What does it mean to "Tax-Efficiently Scale" my risk?
Scaling allows you to adjust your market exposure without selling your winners and triggering a capital gains tax event. If your Risk Audit shows you are over-indexed to a specific sector, you can "scale down" that risk by using an inverse ETF hedge. This keeps your capital invested and growing while protecting you from targeted volatility.
Can I access ERM3 via API?
Yes! The ERM3 factor data that powers this site is available via API for developers and institutional clients. Access daily updated factor metrics, decomposition endpoints, and ticker returns data. Visit our API Docs to learn more about authentication, endpoints, and getting started.

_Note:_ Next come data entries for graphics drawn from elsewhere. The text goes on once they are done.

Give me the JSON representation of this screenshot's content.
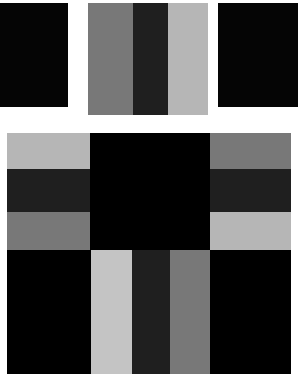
{
  "artwork": {
    "title": "Grayscale Color-Field Composition",
    "canvas": {
      "width": 298,
      "height": 379,
      "background": "#ffffff"
    },
    "palette": {
      "black": "#050505",
      "near_black": "#000000",
      "dark_charcoal": "#1f1f1f",
      "medium_gray": "#787878",
      "light_gray": "#b6b6b6",
      "pale_gray": "#c4c4c4",
      "white": "#ffffff"
    },
    "panels": [
      {
        "id": "top-left-black",
        "name": "top-left-black-panel",
        "x": 0,
        "y": 3,
        "width": 68,
        "height": 104,
        "fill": "#050505",
        "bands": []
      },
      {
        "id": "top-center-striped",
        "name": "top-center-striped-panel",
        "x": 88,
        "y": 3,
        "width": 120,
        "height": 112,
        "fill": "#787878",
        "orientation": "vertical",
        "bands": [
          {
            "name": "band-medium-gray",
            "offset": 0,
            "size": 45,
            "fill": "#787878"
          },
          {
            "name": "band-dark-charcoal",
            "offset": 45,
            "size": 35,
            "fill": "#1f1f1f"
          },
          {
            "name": "band-light-gray",
            "offset": 80,
            "size": 40,
            "fill": "#b6b6b6"
          }
        ]
      },
      {
        "id": "top-right-black",
        "name": "top-right-black-panel",
        "x": 218,
        "y": 3,
        "width": 80,
        "height": 104,
        "fill": "#050505",
        "bands": []
      },
      {
        "id": "mid-left-striped",
        "name": "mid-left-horizontal-striped-panel",
        "x": 7,
        "y": 133,
        "width": 83,
        "height": 117,
        "fill": "#b6b6b6",
        "orientation": "horizontal",
        "bands": [
          {
            "name": "band-light-gray",
            "offset": 0,
            "size": 36,
            "fill": "#b6b6b6"
          },
          {
            "name": "band-dark-charcoal",
            "offset": 36,
            "size": 43,
            "fill": "#1f1f1f"
          },
          {
            "name": "band-medium-gray",
            "offset": 79,
            "size": 38,
            "fill": "#787878"
          }
        ]
      },
      {
        "id": "center-black-square",
        "name": "center-black-square",
        "x": 90,
        "y": 133,
        "width": 120,
        "height": 117,
        "fill": "#000000",
        "bands": []
      },
      {
        "id": "mid-right-striped",
        "name": "mid-right-horizontal-striped-panel",
        "x": 210,
        "y": 133,
        "width": 81,
        "height": 117,
        "fill": "#787878",
        "orientation": "horizontal",
        "bands": [
          {
            "name": "band-medium-gray",
            "offset": 0,
            "size": 36,
            "fill": "#787878"
          },
          {
            "name": "band-dark-charcoal",
            "offset": 36,
            "size": 43,
            "fill": "#1f1f1f"
          },
          {
            "name": "band-light-gray",
            "offset": 79,
            "size": 38,
            "fill": "#b6b6b6"
          }
        ]
      },
      {
        "id": "bottom-left-black",
        "name": "bottom-left-black-panel",
        "x": 7,
        "y": 250,
        "width": 84,
        "height": 124,
        "fill": "#000000",
        "bands": []
      },
      {
        "id": "bottom-center-striped",
        "name": "bottom-center-vertical-striped-panel",
        "x": 91,
        "y": 250,
        "width": 119,
        "height": 124,
        "fill": "#b6b6b6",
        "orientation": "vertical",
        "bands": [
          {
            "name": "band-light-gray",
            "offset": 0,
            "size": 41,
            "fill": "#c4c4c4"
          },
          {
            "name": "band-dark-charcoal",
            "offset": 41,
            "size": 38,
            "fill": "#1f1f1f"
          },
          {
            "name": "band-medium-gray",
            "offset": 79,
            "size": 40,
            "fill": "#787878"
          }
        ]
      },
      {
        "id": "bottom-right-black",
        "name": "bottom-right-black-panel",
        "x": 210,
        "y": 250,
        "width": 81,
        "height": 124,
        "fill": "#000000",
        "bands": []
      }
    ]
  }
}
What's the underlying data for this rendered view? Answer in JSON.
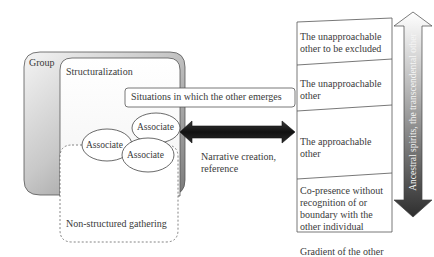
{
  "left_cluster": {
    "group_label": "Group",
    "structuralization_label": "Structuralization",
    "situations_label": "Situations in which the other emerges",
    "associates": [
      "Associate",
      "Associate",
      "Associate"
    ],
    "non_structured_label": "Non-structured gathering"
  },
  "connector": {
    "label_line1": "Narrative creation,",
    "label_line2": "reference"
  },
  "gradient_column": {
    "levels": [
      {
        "line1": "The unapproachable",
        "line2": "other to be excluded"
      },
      {
        "line1": "The unapproachable",
        "line2": "other"
      },
      {
        "line1": "The approachable",
        "line2": "other"
      },
      {
        "line1": "Co-presence without",
        "line2": "recognition of or",
        "line3": "boundary with the",
        "line4": "other individual"
      }
    ],
    "caption": "Gradient of the other",
    "arrow_label": "Ancestral spirits, the transcendental other"
  },
  "colors": {
    "group_gradient_light": "#f2f2f2",
    "group_gradient_dark": "#8c8c8c",
    "arrow_dark": "#1a1a1a",
    "line": "#555555"
  }
}
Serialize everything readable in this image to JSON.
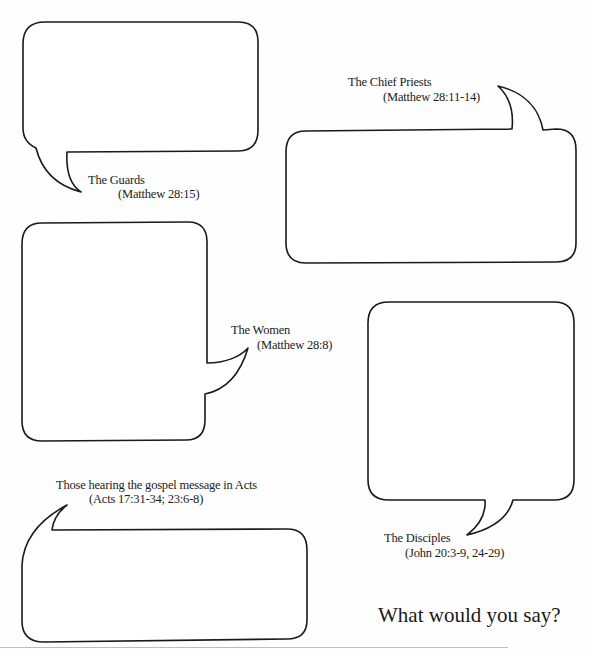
{
  "colors": {
    "stroke": "#1a1a1a",
    "text": "#1c1c1c",
    "background": "#ffffff",
    "rule": "#bdbdbd"
  },
  "bubbles": [
    {
      "id": "guards",
      "label": "The Guards",
      "reference": "(Matthew 28:15)",
      "response": ""
    },
    {
      "id": "chief-priests",
      "label": "The Chief Priests",
      "reference": "(Matthew 28:11-14)",
      "response": ""
    },
    {
      "id": "women",
      "label": "The Women",
      "reference": "(Matthew 28:8)",
      "response": ""
    },
    {
      "id": "disciples",
      "label": "The Disciples",
      "reference": "(John 20:3-9, 24-29)",
      "response": ""
    },
    {
      "id": "acts-hearers",
      "label": "Those hearing the gospel message in Acts",
      "reference": "(Acts 17:31-34; 23:6-8)",
      "response": ""
    }
  ],
  "prompt": "What would you say?"
}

How ERM3 Compares to Traditional Risk Models

Traditional models rely on Beta, VaR, or Sharpe. ERM3 adds hierarchical factor decomposition so you see exactly what SPY, XLK, and subsector ETFs explain—and what they don't.

ApproachMetricsERM3
TraditionalBetaOnly captures your market risk—misses your additional sector or subsector risks
ERM3Hedge Ratios, Explained RiskERM3 enables measurement of your Risk Index (total risk) with actionable trades (short X% SPY, Y% XLK) to adjust it

For mathematical foundations, see our Technical Wiki.

Glossary

Quick reference. For deeper technical definitions, see the Glossary in our Wiki.

Risk Index
A total risk metric—portfolio volatility. Index 100 = same risk as SPY; above/below = higher/lower volatility. Computed only from holdings in our ERM3 universe. See How the Risk Index is computed for the full methodology.
L1 (Market)
The broadest level: exposure to the overall market (SPY). See L1/L2/L3 in the Wiki.
L2 (Sector)
The sector level: incremental exposure to industry sectors (e.g., XLK for Tech) beyond market. See L1/L2/L3 in the Wiki.
L3 (Subsector)
The subsector level: incremental exposure to narrower industries (e.g., SOXX for semiconductors) beyond market and sector. See L1/L2/L3 in the Wiki.
Hedge Ratio (HR)
Dollars of an ETF to trade per $1 of stock to neutralize a factor. Qualified by level (L1/L2/L3). E.g., L1 HR 0.78 means short 78% of position size in SPY. See Hedge Ratios in the Wiki.
Explained Risk (ER)
Percentage of variance in returns explained by a factor at that level. Qualified by level (L1/L2/L3). Higher ER means the factor drives more volatility. See Explained Risk in the Wiki.
Residual Risk (RR)
The portion of variance not explained by factors at that level—the idiosyncratic remainder. L3 RR is whatever risk remains after market, sector, and subsector. See Variance Decomposition in the Wiki.